Dr. Husseini Manji, corresponding author on this paper and a Deputy Editor of Biological Psychiatry, explains that “by aiming new medications at more direct molecular targets, such as NMDA or AMPA, we may be able to bypass some of the steps through which current antidepressants indirectly exert their effects — a roundabout route that accounts for the long time it takes for patients to begin feeling better with the conventional medications.” He adds, “Today’s antidepressant medications eventually end up doing the same thing, but they go about it the long way around, with a lot of biochemical steps that take time. Now we’ve shown what the key targets are and that we can get at them rapidly.”
This study is especially important because even though this important antidepressant effect has been found in ketamine, its use also has significant drawbacks. According to John H. Krystal, M.D., Editor of Biological Psychiatry and affiliated with both Yale University School of Medicine and the VA Connecticut Healthcare System, “the only NMDA receptor antagonist found to be effective so far, ketamine, produces transient changes in perception and impairments in cognition.”
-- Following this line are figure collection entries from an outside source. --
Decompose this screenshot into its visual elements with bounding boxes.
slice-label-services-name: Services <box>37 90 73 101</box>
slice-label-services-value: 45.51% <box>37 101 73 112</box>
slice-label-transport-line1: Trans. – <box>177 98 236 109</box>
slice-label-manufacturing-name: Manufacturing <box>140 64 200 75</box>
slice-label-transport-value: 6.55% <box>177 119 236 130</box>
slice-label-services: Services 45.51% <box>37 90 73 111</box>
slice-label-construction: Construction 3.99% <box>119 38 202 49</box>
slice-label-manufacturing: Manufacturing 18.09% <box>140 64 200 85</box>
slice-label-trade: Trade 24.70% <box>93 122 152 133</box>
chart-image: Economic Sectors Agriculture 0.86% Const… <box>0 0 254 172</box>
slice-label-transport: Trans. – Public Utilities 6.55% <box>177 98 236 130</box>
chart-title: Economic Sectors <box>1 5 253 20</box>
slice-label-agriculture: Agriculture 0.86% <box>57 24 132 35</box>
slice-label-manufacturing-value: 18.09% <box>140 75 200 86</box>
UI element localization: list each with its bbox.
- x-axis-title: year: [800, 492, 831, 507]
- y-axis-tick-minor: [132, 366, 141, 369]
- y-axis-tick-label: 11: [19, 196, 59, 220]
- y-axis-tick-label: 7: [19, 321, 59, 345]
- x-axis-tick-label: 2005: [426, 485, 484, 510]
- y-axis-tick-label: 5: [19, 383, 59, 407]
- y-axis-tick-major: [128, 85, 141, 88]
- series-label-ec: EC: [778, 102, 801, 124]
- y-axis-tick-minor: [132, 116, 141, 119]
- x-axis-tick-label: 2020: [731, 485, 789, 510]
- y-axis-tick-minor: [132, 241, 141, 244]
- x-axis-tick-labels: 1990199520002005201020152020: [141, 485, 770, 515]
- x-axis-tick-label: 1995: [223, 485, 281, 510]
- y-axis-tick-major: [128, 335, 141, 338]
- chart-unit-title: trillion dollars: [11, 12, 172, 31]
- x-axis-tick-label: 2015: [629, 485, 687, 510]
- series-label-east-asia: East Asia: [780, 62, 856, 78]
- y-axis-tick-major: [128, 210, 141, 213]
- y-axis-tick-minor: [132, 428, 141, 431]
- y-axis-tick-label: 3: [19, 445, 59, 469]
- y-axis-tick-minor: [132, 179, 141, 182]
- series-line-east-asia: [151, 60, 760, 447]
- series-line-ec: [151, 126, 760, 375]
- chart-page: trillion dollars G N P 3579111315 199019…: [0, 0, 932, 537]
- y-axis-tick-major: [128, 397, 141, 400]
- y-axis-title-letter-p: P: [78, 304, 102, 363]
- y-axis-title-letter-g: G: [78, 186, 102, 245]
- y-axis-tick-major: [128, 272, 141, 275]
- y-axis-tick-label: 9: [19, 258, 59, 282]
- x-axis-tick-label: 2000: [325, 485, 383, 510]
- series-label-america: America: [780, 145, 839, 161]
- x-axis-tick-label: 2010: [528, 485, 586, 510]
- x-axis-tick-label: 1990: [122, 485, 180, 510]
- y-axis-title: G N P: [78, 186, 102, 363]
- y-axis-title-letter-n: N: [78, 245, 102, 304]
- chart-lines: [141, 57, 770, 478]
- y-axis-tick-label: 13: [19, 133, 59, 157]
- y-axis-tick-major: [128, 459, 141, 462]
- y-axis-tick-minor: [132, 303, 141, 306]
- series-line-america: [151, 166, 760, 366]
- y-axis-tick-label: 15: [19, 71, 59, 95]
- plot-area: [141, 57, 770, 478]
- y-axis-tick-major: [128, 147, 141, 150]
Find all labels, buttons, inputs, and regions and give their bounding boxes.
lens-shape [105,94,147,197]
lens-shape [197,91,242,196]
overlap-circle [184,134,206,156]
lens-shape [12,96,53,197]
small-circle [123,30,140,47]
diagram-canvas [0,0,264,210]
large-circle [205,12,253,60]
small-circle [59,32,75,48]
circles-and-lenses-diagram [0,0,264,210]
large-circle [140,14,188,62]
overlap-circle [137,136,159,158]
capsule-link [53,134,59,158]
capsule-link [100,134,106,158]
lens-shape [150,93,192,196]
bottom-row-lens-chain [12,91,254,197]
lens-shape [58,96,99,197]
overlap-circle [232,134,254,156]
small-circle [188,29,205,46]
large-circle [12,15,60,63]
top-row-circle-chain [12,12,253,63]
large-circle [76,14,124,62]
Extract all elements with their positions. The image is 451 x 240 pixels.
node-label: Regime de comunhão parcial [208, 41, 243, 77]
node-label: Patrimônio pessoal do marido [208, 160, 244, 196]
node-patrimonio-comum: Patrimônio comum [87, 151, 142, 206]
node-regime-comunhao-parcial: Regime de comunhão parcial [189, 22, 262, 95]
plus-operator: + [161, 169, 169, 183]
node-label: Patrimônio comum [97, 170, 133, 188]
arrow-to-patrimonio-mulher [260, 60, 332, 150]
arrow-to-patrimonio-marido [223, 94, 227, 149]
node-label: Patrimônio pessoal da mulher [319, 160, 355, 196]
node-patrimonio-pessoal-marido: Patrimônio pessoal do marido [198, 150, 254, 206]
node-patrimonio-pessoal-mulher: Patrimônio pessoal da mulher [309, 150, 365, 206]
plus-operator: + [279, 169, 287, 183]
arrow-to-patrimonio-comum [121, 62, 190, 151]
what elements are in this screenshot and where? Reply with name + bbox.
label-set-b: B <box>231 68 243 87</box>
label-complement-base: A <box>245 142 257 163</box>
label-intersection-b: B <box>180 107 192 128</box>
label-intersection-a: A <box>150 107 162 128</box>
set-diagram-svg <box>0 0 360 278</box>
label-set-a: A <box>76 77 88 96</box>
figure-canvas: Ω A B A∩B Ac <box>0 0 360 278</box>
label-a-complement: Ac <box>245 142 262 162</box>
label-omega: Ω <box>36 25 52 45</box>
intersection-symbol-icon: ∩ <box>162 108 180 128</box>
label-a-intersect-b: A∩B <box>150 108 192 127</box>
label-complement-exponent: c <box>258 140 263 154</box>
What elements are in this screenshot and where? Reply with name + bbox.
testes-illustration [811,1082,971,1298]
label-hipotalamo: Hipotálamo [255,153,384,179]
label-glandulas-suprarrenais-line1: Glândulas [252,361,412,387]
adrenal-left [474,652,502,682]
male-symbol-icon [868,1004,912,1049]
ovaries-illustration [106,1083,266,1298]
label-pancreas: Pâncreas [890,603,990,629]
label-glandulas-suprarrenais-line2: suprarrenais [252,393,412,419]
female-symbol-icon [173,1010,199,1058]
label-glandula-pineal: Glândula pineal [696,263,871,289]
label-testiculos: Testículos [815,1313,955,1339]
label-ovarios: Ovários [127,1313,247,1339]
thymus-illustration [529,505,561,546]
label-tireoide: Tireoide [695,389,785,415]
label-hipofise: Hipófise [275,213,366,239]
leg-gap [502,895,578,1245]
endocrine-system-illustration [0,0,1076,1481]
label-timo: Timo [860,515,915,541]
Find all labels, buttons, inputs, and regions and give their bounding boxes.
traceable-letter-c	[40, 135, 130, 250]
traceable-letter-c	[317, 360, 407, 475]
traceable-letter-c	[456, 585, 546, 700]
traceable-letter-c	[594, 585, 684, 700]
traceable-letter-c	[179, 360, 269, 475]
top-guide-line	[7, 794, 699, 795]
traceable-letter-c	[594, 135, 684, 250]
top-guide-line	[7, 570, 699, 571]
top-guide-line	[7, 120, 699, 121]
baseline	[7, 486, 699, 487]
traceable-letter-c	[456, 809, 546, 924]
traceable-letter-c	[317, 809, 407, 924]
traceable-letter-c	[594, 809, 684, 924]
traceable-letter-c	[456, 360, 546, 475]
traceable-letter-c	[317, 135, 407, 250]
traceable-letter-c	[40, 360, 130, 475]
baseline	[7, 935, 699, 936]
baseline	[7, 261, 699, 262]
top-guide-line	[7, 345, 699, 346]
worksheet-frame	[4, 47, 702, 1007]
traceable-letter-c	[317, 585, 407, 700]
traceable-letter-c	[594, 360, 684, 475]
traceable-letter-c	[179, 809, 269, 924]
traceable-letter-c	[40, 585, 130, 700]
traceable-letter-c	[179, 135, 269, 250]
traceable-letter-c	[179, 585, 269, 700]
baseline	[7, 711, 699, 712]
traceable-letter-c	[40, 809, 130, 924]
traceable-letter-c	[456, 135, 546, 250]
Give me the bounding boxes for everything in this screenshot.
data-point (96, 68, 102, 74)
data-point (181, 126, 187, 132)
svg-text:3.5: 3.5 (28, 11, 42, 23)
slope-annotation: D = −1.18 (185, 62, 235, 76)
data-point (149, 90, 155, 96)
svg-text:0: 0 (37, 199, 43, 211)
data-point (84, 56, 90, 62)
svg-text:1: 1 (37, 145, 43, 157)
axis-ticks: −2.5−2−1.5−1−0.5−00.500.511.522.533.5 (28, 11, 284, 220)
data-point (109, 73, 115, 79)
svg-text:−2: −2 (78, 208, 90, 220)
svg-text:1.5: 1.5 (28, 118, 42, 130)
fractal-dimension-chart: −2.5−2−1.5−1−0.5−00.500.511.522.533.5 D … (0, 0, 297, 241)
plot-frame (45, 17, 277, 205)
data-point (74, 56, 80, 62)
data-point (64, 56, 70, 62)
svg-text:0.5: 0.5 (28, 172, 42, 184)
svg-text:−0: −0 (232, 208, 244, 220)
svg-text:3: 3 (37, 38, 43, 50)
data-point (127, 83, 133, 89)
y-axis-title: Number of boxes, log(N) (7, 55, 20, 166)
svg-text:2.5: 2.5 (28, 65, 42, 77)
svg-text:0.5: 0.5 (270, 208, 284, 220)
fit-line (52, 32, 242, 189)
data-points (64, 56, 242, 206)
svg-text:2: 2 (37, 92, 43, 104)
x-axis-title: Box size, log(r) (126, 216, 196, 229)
It is also in the same class of drugs as PCP (phencyclidine) and can cause hallucinations, among other side effects. Dr. Krystal notes that “it is possible that drugs that directly enhance the activity of AMPA glutamate receptors, the AMPAkines, would have antidepressant effects similar to ketamine, without the unwanted side effects.” Exploring the antidepressant effects of the AMPAkines will now be an important target for researchers.
The article is “Cellular Mechanisms Underlying the Antidepressant Effects of Ketamine: Role of a-Amino-3-Hydroxy-5-Methylisoxazole-4-Propionic Acid Receptors” by Sungho Maeng, Carlos A. Zarate Jr, Jing Du, Robert J. Schloesser, Joseph McCammon, Guang Chen and Husseini K. Manji. The authors are affiliated with the Laboratory of Molecular Pathophysiology and Experimental Therapeutics, Mood and Anxiety Disorders Program, National Institute of Mental Health, National Institutes of Health, and Department of Health & Human Services, Bethesda, Maryland. The article appears in Biological Psychiatry, Volume 63, Issue 4 (February 15, 2008), published by Elsevier.